Compensation claims by the contractor employed to build the South Eastern Motorway in Co Dublin, which are currently running at €200,000 per week, are expected to double when delays associated with the Carrickmines interchange are taken into account, writes Tim O'Brien.
Compensation claims by the contractor employed to build the South Eastern Motorway in Co Dublin, which are currently running at €200,000 per week, are expected to double when delays associated with the Carrickmines interchange are taken into account.
Already Dún Laoghaire-Rathdown County Council is understood to be in receipt of a claim for €200,000 a week for delays in gaining access to the motorway site. The claim, by the main contractor Ascon, is understood to arise because access problems delayed its summer working timetable at the start of the contract in 2001.
A spokesman for Ascon said the company was specifically precluded from commenting on any aspect of the contract, and the number of weeks for which the company is claiming €200,000 is unclear. However, sources suggest the start-up delay could have put the works schedule out by as much as six months, which represents a figure of about €5 million.
The council's director of transportation, Mr Eamonn O'Hare, was not available for comment this week but the claim was confirmed by Mr Michael Egan of the National Roads Authority. Mr Egan told The Irish Times that he was not personally aware of the duration of the delay. While all claims made against the council are necessarily the subject of negotiation and possibly even arbitration, Mr Egan said the roads authority was expecting Ascon to make a second claim against the council for delays at Carrickmines Castle, due to the archaeological protest there.
"We couldn't really see such a claim being any less than the original one", he said.
Such a result could see Dún Laoghaire-Rathdown County Council facing claims as high as €400,000 per week for an unspecified number of weeks.
The situation has led Fine Gael member of the council Ms Olivia Mitchell TD to call for the council to "buy itself out of the South Eastern Motorway contract and start again".
While she said the implications of such a move were "enormous," the council could not have itself exposed to ongoing claims and a risk it was unable to quantify.
While Ms Mitchell put the loss the council is facing as a result of the Carrickmines project at the lower figure of €50,000 to €100,000 per week, she said the "magnitude of the planning risks are enormous, unknowable and completely open-ended".
She said it would not be possible to attract the private sector to build infrastructure if such an unquantifiable risk was allowed to continue and she called on the council to negotiate the termination of the motorway contract immediately. She added the council could "design a temporary termination point for the motorway pending final court clarification".
She also said south Dublin was suffering heavy traffic congestion "while a small group, with no personal financial exposure, seek every legal effort and other means to frustrate efforts to solve the traffic problems".
However a spokesman for the Carrickminders, Mr Ruadhan McEoin, said cost overruns had been incurred "because the road was drawn through the remains of Carrickmines Castle and that line was drawn by the councillors themselves.
"I think there are a few key questions here and they include why did the council sign the contract for the road before they listened to the advice to the archaeologist Mr Mark Clinton on what was likely to be found".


- What to produce: It would help if you retyped the data exactly, leaving out the pictures.
:: Data shown
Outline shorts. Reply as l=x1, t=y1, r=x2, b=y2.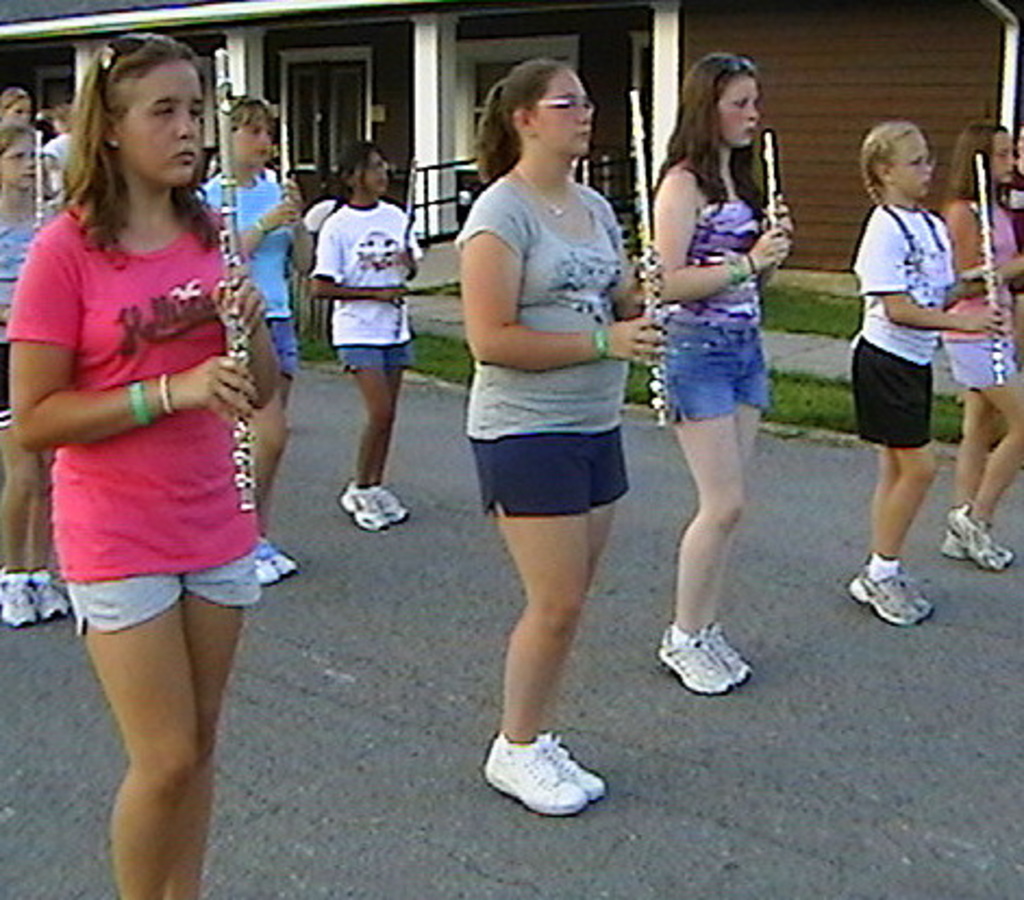
l=450, t=376, r=652, b=520.
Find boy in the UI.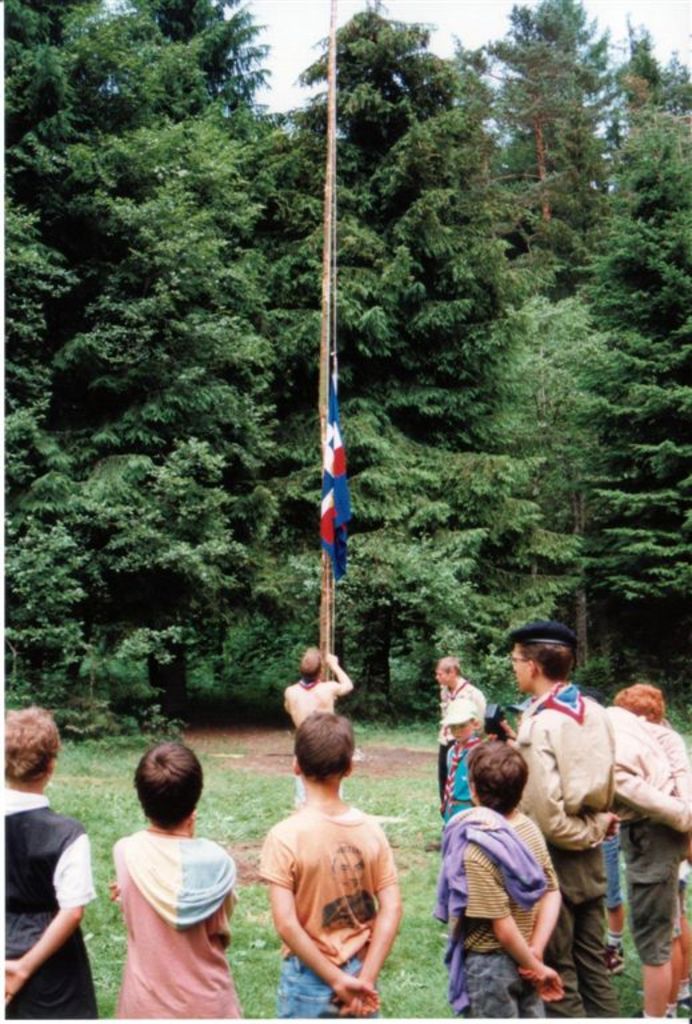
UI element at [428, 741, 564, 1015].
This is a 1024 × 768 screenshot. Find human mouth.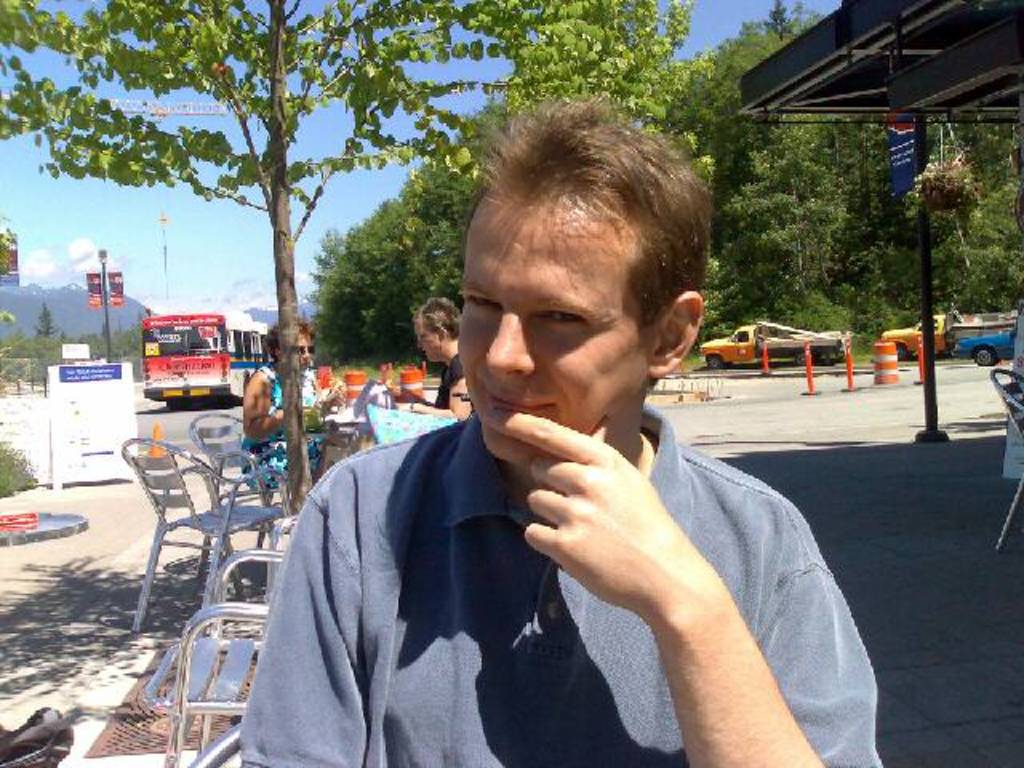
Bounding box: <box>482,392,557,416</box>.
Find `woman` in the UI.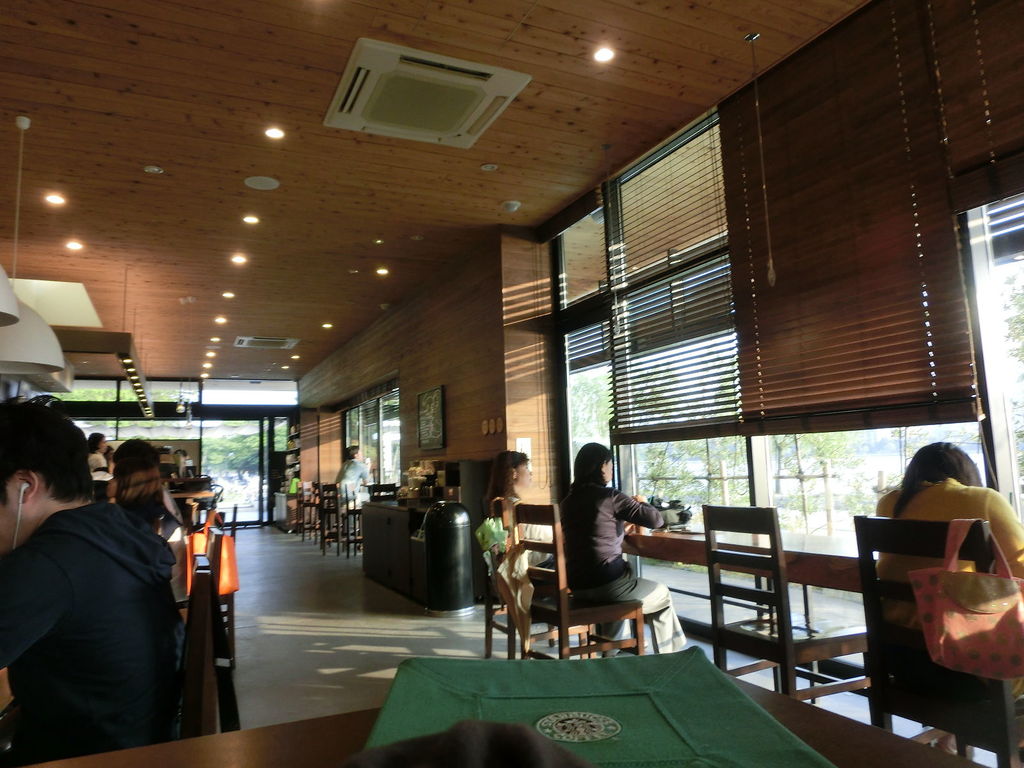
UI element at [left=863, top=433, right=1023, bottom=755].
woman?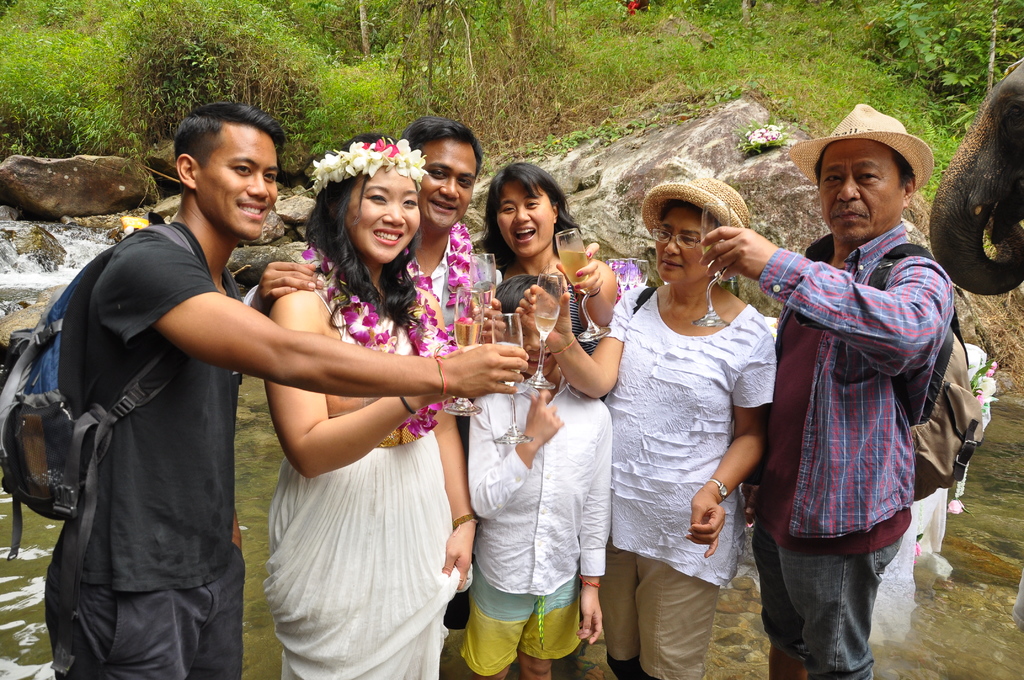
[248,131,524,679]
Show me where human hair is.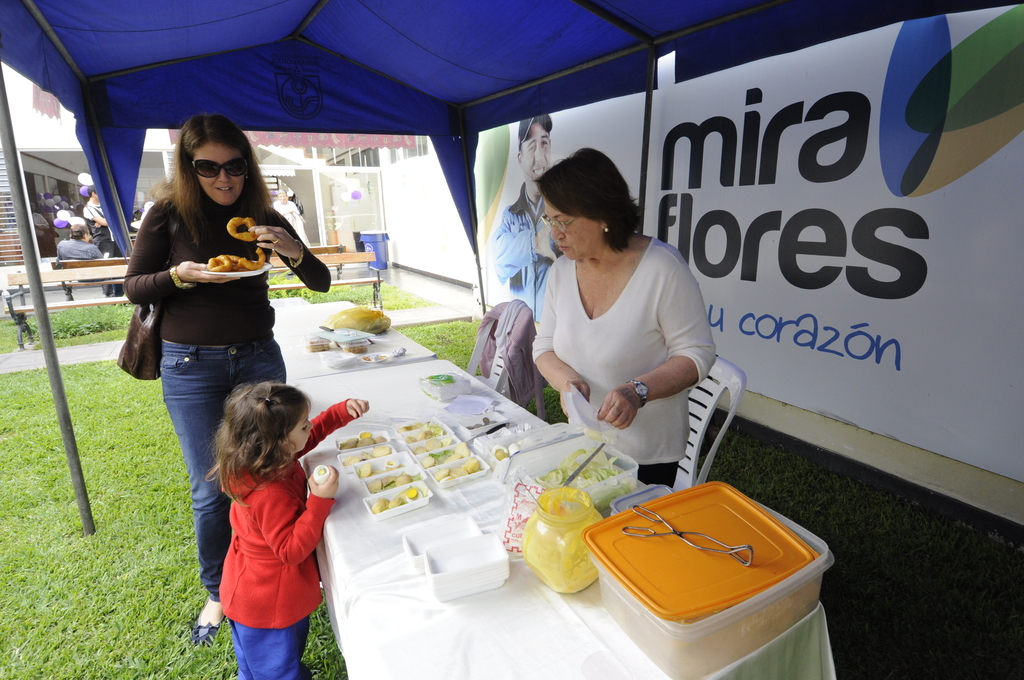
human hair is at (534,147,648,255).
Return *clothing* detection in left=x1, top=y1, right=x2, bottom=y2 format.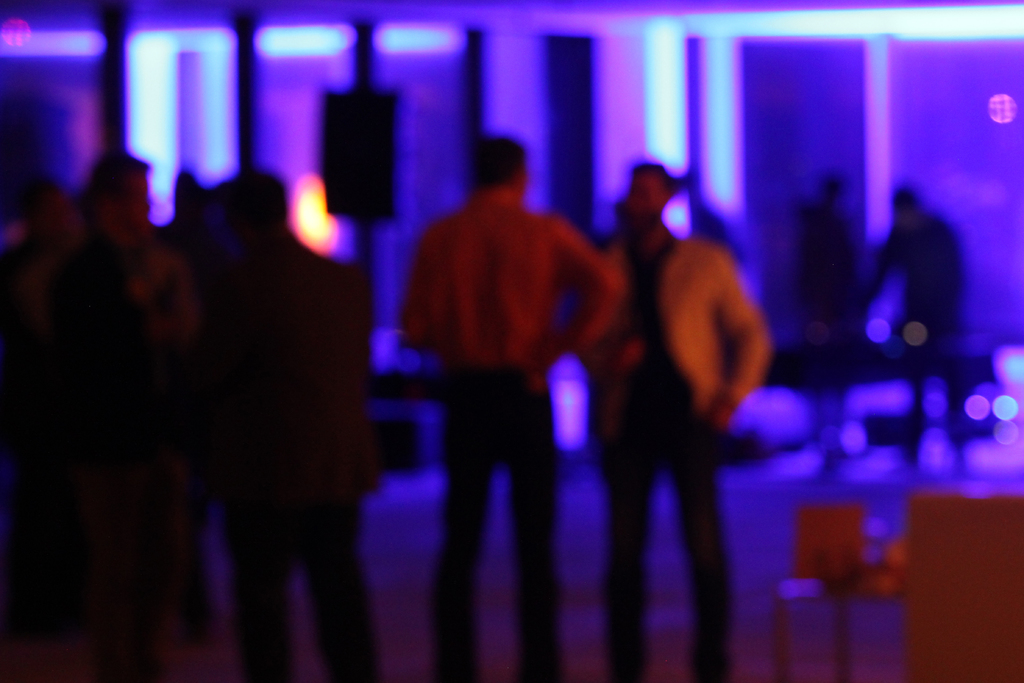
left=402, top=190, right=632, bottom=682.
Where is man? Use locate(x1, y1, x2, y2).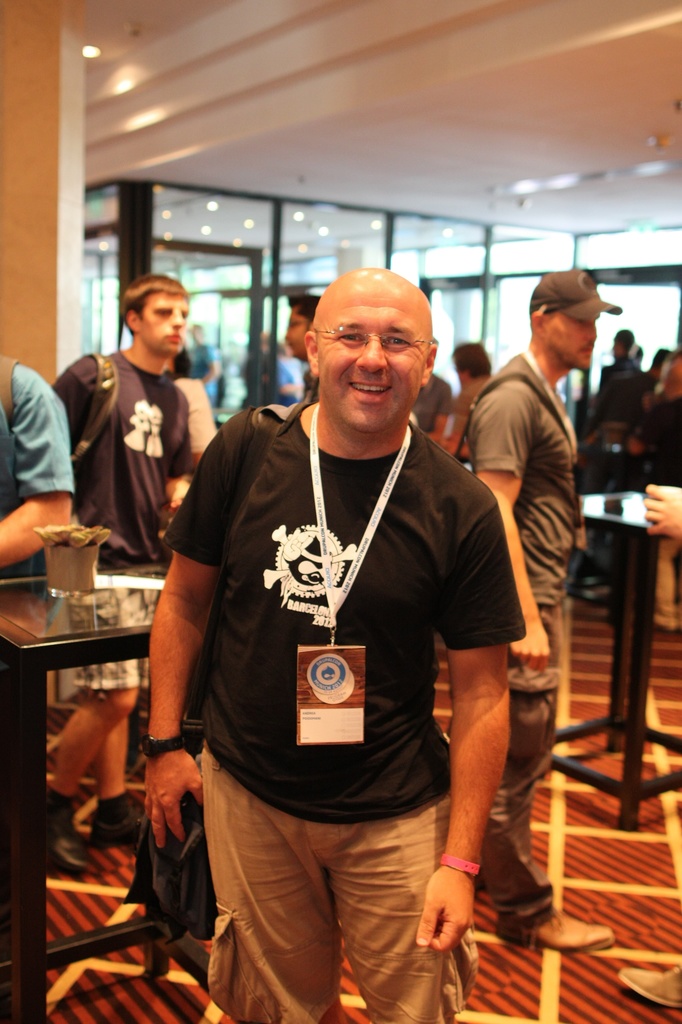
locate(45, 273, 190, 842).
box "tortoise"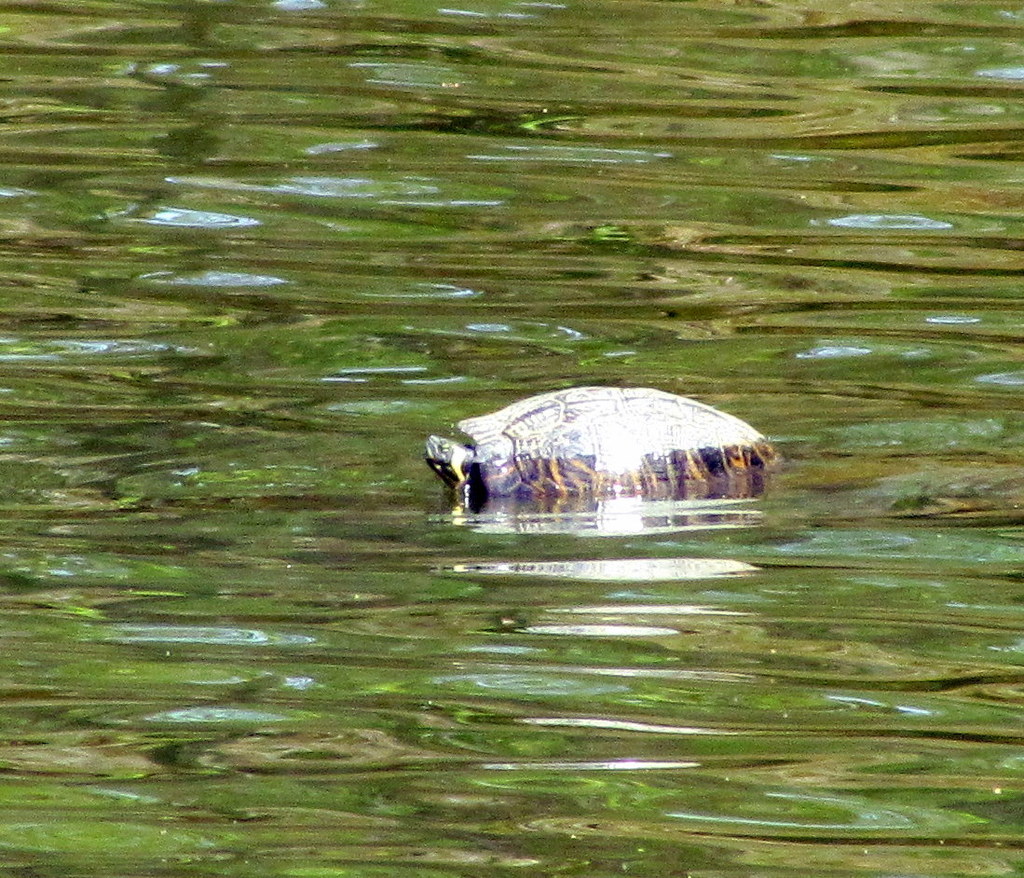
box=[424, 386, 781, 506]
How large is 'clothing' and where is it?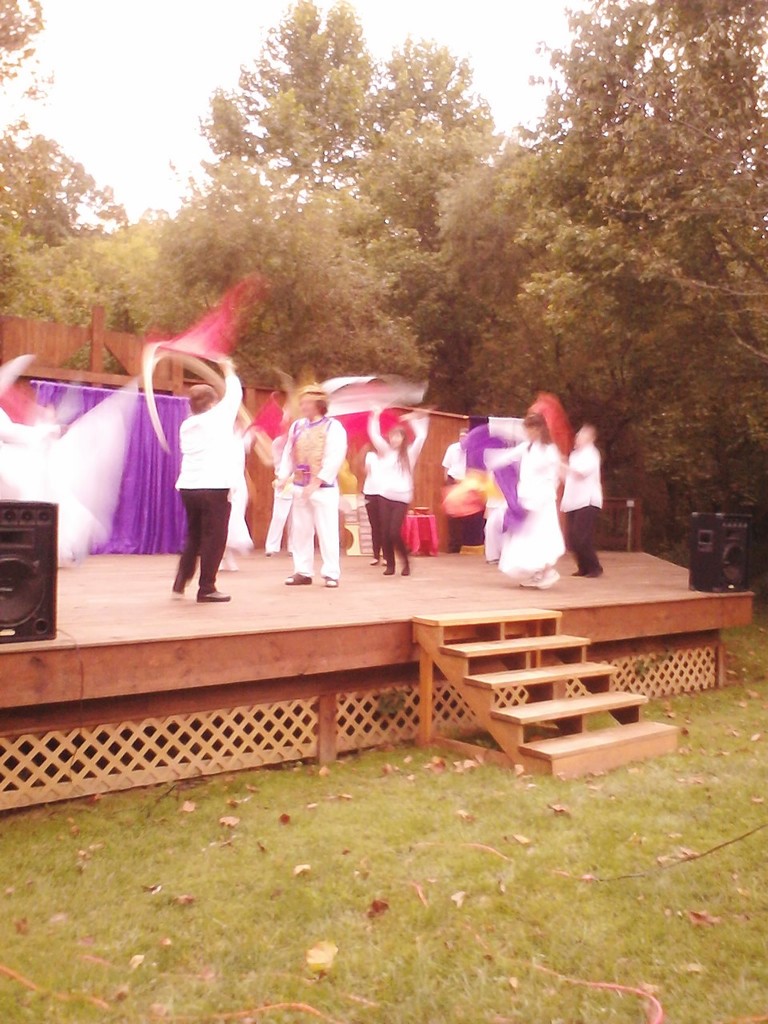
::::
- Problem solution:
Outline shorts. Reply as l=x1, t=y1, r=x2, b=y2.
l=450, t=376, r=652, b=520.
Find boy in the UI.
UI element at [428, 741, 564, 1015].
This is a 1024 × 768 screenshot. Find human mouth.
Bounding box: <box>482,392,557,416</box>.
Find `woman` in the UI.
UI element at [left=863, top=433, right=1023, bottom=755].
woman?
[248,131,524,679]
Show me where human hair is.
human hair is at (534,147,648,255).
Return *clothing* detection in left=x1, top=y1, right=x2, bottom=y2 format.
left=402, top=190, right=632, bottom=682.
Where is man? Use locate(x1, y1, x2, y2).
locate(45, 273, 190, 842).
box "tortoise"
box=[424, 386, 781, 506]
How large is 'clothing' and where is it?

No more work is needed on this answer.